Since the 1976 Supreme Court Gregg decision opened the doors for states to revise death penalty statutes to conform with the U.S. Constitution, people opposed to the death penalty have longed for a vehicle to turn the tide of public opinion back against capital punishment. In Dead Man Walking, Sister Helen Prejean's painfully, wonderfully human and slyly informative new book, opponents of the death penalty may have found that vehicle.
Part personal memoir and part apologia for the abolition of the death penalty, Dead Man Walking tells the story of a white, middle-class Catholic sister's journey with those most affected by capital punishment - offenders, victims, and family members - and their confrontation with the criminal justice system that has dehumanized all.
Challenged by her religious community to do something about the glaring disparity of wealth between the poor and non-poor, Prejean leaves the protected world of the convent in 1981 to live in the St. Thomas Housing Project in New Orleans. A scant six months later she is asked by Chava Colon of the Louisiana Coalition on Jails and Prisons to become a pen pal for Pat Sonnier, a man on Louisiana's death row at Angola State prison. Prejean accepts, knowing instinctively that it is a short trip from St. Thomas to Angola. When Sonnier then agrees to allow her to become his spiritual adviser, Prejean begins a journey that will transform her life.
Along the way, Prejean meets lawyers, wardens, prison guards, chaplains, pardon board members, and the family members of both victims and offenders. Through the author's compassionate and empathetic eyes, the reader sees these people, though caught up in a very bad system, as essentially good. Each person Prejean encounters strips away her naivete, develops her empathy, and challenges her to do better, even though she admits that at times she wants to withdraw.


__Prompt__
Copy out the data so that nothing differs from the original.

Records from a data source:
|---|

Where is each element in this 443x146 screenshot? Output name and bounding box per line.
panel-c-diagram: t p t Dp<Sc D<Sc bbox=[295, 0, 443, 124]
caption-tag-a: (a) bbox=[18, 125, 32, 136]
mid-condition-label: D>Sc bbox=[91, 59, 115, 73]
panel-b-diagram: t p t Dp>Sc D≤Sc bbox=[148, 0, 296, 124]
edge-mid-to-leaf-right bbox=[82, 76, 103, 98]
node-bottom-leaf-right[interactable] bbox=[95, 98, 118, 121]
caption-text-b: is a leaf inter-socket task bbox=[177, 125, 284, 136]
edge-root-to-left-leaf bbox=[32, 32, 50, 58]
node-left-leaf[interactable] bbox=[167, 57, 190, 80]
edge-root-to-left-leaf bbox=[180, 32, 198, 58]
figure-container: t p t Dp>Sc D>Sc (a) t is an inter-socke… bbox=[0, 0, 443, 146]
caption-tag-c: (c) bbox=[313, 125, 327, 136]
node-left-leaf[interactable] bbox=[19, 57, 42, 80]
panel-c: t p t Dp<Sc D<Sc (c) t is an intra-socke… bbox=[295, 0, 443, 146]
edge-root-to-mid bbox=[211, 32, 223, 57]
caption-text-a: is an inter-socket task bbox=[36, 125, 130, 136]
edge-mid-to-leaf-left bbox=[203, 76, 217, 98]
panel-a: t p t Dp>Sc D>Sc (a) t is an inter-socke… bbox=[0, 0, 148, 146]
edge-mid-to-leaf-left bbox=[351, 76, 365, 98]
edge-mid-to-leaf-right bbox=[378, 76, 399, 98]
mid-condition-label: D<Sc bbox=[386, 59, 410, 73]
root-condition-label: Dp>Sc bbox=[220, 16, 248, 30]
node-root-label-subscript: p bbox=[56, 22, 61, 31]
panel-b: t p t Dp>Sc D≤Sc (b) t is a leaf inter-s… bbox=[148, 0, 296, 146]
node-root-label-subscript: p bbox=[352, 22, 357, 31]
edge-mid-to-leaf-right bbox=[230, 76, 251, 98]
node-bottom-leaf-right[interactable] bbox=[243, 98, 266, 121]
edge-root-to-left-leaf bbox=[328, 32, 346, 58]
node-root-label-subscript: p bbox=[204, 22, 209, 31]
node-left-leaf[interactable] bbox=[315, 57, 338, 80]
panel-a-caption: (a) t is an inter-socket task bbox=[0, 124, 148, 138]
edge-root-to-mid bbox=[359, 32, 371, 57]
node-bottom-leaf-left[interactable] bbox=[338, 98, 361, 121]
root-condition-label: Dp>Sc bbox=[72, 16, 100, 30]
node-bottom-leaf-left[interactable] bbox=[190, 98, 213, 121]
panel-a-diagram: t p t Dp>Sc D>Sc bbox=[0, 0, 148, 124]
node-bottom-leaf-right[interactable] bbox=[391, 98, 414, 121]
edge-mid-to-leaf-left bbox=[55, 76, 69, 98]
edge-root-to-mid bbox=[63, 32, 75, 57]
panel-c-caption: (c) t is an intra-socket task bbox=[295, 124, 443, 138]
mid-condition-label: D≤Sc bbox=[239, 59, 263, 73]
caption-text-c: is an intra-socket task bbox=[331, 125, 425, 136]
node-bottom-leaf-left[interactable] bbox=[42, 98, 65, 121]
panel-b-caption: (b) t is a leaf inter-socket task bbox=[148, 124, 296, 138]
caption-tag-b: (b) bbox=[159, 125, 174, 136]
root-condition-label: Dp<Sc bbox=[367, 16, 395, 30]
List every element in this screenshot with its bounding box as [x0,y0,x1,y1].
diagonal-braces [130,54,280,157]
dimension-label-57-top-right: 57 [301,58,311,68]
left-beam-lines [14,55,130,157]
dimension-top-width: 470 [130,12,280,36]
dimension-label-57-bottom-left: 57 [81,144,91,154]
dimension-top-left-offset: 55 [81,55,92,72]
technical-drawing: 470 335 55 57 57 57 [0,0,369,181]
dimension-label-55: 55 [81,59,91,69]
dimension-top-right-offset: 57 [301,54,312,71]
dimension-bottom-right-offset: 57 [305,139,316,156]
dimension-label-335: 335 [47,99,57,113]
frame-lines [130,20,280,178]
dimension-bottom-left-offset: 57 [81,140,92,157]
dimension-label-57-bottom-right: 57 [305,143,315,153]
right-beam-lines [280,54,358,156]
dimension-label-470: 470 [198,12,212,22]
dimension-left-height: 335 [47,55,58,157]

|---|

__Worked solution__
Where is each element in this 443x146 screenshot? Output name and bounding box per line.
panel-c-diagram: t p t Dp<Sc D<Sc bbox=[295, 0, 443, 124]
caption-tag-a: (a) bbox=[18, 125, 32, 136]
mid-condition-label: D>Sc bbox=[91, 59, 115, 73]
panel-b-diagram: t p t Dp>Sc D≤Sc bbox=[148, 0, 296, 124]
edge-mid-to-leaf-right bbox=[82, 76, 103, 98]
node-bottom-leaf-right[interactable] bbox=[95, 98, 118, 121]
caption-text-b: is a leaf inter-socket task bbox=[177, 125, 284, 136]
edge-root-to-left-leaf bbox=[32, 32, 50, 58]
node-left-leaf[interactable] bbox=[167, 57, 190, 80]
edge-root-to-left-leaf bbox=[180, 32, 198, 58]
figure-container: t p t Dp>Sc D>Sc (a) t is an inter-socke… bbox=[0, 0, 443, 146]
caption-tag-c: (c) bbox=[313, 125, 327, 136]
node-left-leaf[interactable] bbox=[19, 57, 42, 80]
panel-c: t p t Dp<Sc D<Sc (c) t is an intra-socke… bbox=[295, 0, 443, 146]
edge-root-to-mid bbox=[211, 32, 223, 57]
caption-text-a: is an inter-socket task bbox=[36, 125, 130, 136]
edge-mid-to-leaf-left bbox=[203, 76, 217, 98]
panel-a: t p t Dp>Sc D>Sc (a) t is an inter-socke… bbox=[0, 0, 148, 146]
edge-mid-to-leaf-left bbox=[351, 76, 365, 98]
edge-mid-to-leaf-right bbox=[378, 76, 399, 98]
mid-condition-label: D<Sc bbox=[386, 59, 410, 73]
root-condition-label: Dp>Sc bbox=[220, 16, 248, 30]
node-root-label-subscript: p bbox=[56, 22, 61, 31]
panel-b: t p t Dp>Sc D≤Sc (b) t is a leaf inter-s… bbox=[148, 0, 296, 146]
node-root-label-subscript: p bbox=[352, 22, 357, 31]
edge-mid-to-leaf-right bbox=[230, 76, 251, 98]
node-bottom-leaf-right[interactable] bbox=[243, 98, 266, 121]
edge-root-to-left-leaf bbox=[328, 32, 346, 58]
node-root-label-subscript: p bbox=[204, 22, 209, 31]
node-left-leaf[interactable] bbox=[315, 57, 338, 80]
panel-a-caption: (a) t is an inter-socket task bbox=[0, 124, 148, 138]
edge-root-to-mid bbox=[359, 32, 371, 57]
node-bottom-leaf-left[interactable] bbox=[338, 98, 361, 121]
root-condition-label: Dp>Sc bbox=[72, 16, 100, 30]
node-bottom-leaf-left[interactable] bbox=[190, 98, 213, 121]
panel-a-diagram: t p t Dp>Sc D>Sc bbox=[0, 0, 148, 124]
node-bottom-leaf-right[interactable] bbox=[391, 98, 414, 121]
edge-mid-to-leaf-left bbox=[55, 76, 69, 98]
edge-root-to-mid bbox=[63, 32, 75, 57]
panel-c-caption: (c) t is an intra-socket task bbox=[295, 124, 443, 138]
mid-condition-label: D≤Sc bbox=[239, 59, 263, 73]
caption-text-c: is an intra-socket task bbox=[331, 125, 425, 136]
node-bottom-leaf-left[interactable] bbox=[42, 98, 65, 121]
panel-b-caption: (b) t is a leaf inter-socket task bbox=[148, 124, 296, 138]
caption-tag-b: (b) bbox=[159, 125, 174, 136]
root-condition-label: Dp<Sc bbox=[367, 16, 395, 30]
List every element in this screenshot with its bounding box as [x0,y0,x1,y1].
diagonal-braces [130,54,280,157]
dimension-label-57-top-right: 57 [301,58,311,68]
left-beam-lines [14,55,130,157]
dimension-top-width: 470 [130,12,280,36]
dimension-label-57-bottom-left: 57 [81,144,91,154]
dimension-top-left-offset: 55 [81,55,92,72]
technical-drawing: 470 335 55 57 57 57 [0,0,369,181]
dimension-label-55: 55 [81,59,91,69]
dimension-top-right-offset: 57 [301,54,312,71]
dimension-bottom-right-offset: 57 [305,139,316,156]
dimension-label-335: 335 [47,99,57,113]
frame-lines [130,20,280,178]
dimension-bottom-left-offset: 57 [81,140,92,157]
dimension-label-57-bottom-right: 57 [305,143,315,153]
right-beam-lines [280,54,358,156]
dimension-label-470: 470 [198,12,212,22]
dimension-left-height: 335 [47,55,58,157]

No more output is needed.